1997 Suburban 6.5td (is Jim still policing the use of TD?) with front and rear AC. Front AC quits cooling after a couple of hours, rear AC stays cool. Front AC cools again after an hour with the engine off. Front AC has an orifice tube, rear AC has an expansion valve. No coolant flow through front heater core, front AC vent temps on the best day are such that I don't believe there's ice on the evaporator, no evaporator case drain problems, no airflow or distribution problems

I studied the relevant shop manual which shows the refrigerant circuit for front AC only (trucks) and words to describe how the Suburban with rear AC is different. Neither diagram nor words describe why, if I can trust my eyes, the rear evaporator discharge flows directly into the compressor while the front evaporator discharge goes through an accumulator. Rear AC uses an expansion valve while front AC uses an orifice tube. Does this have something to do with it?

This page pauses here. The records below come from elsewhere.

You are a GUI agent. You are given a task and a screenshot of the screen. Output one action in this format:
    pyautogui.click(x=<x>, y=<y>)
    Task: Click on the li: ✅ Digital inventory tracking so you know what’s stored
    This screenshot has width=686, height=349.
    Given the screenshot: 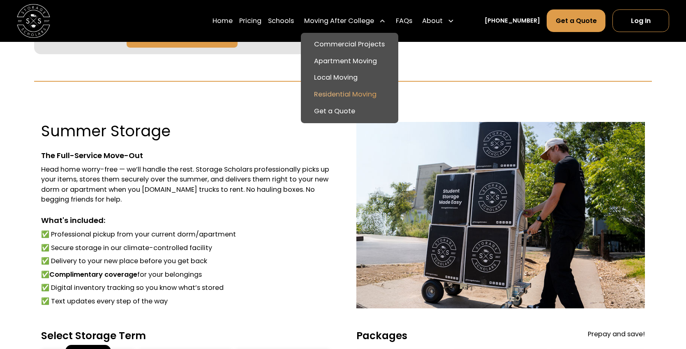 What is the action you would take?
    pyautogui.click(x=185, y=288)
    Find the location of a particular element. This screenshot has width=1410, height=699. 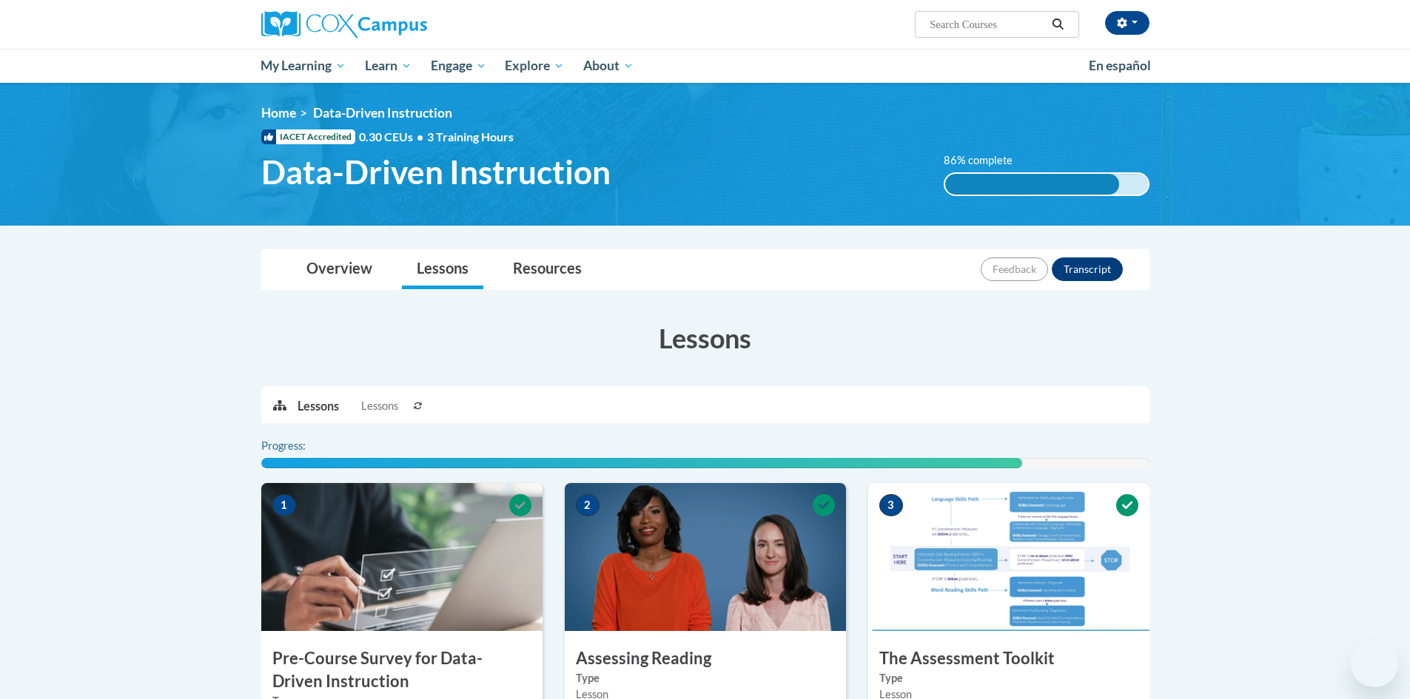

I have to remember the next time it stops cooling to check if the front evaporator discharge line is cold. I've seen it sweaty but never iced - how can it ice so close to the turbo? I suppose I can check the front evaporator line downstream of the orifice tube but it's tucked under the turbo and I don't have an infrared thermometer.

Possible scenarios:

1) Debris accumulates in the orifice tube after several hours of AC use. The debris slowly settles back in the condenser when the compressor isn't engaged.

2) The compressor low side port, rear AC evaporator discharge or accumulator is at a higher pressure than the front evaporator discharge confounding flow through the front evaporator.

Are these scenarios plausible? What other possibilities are there?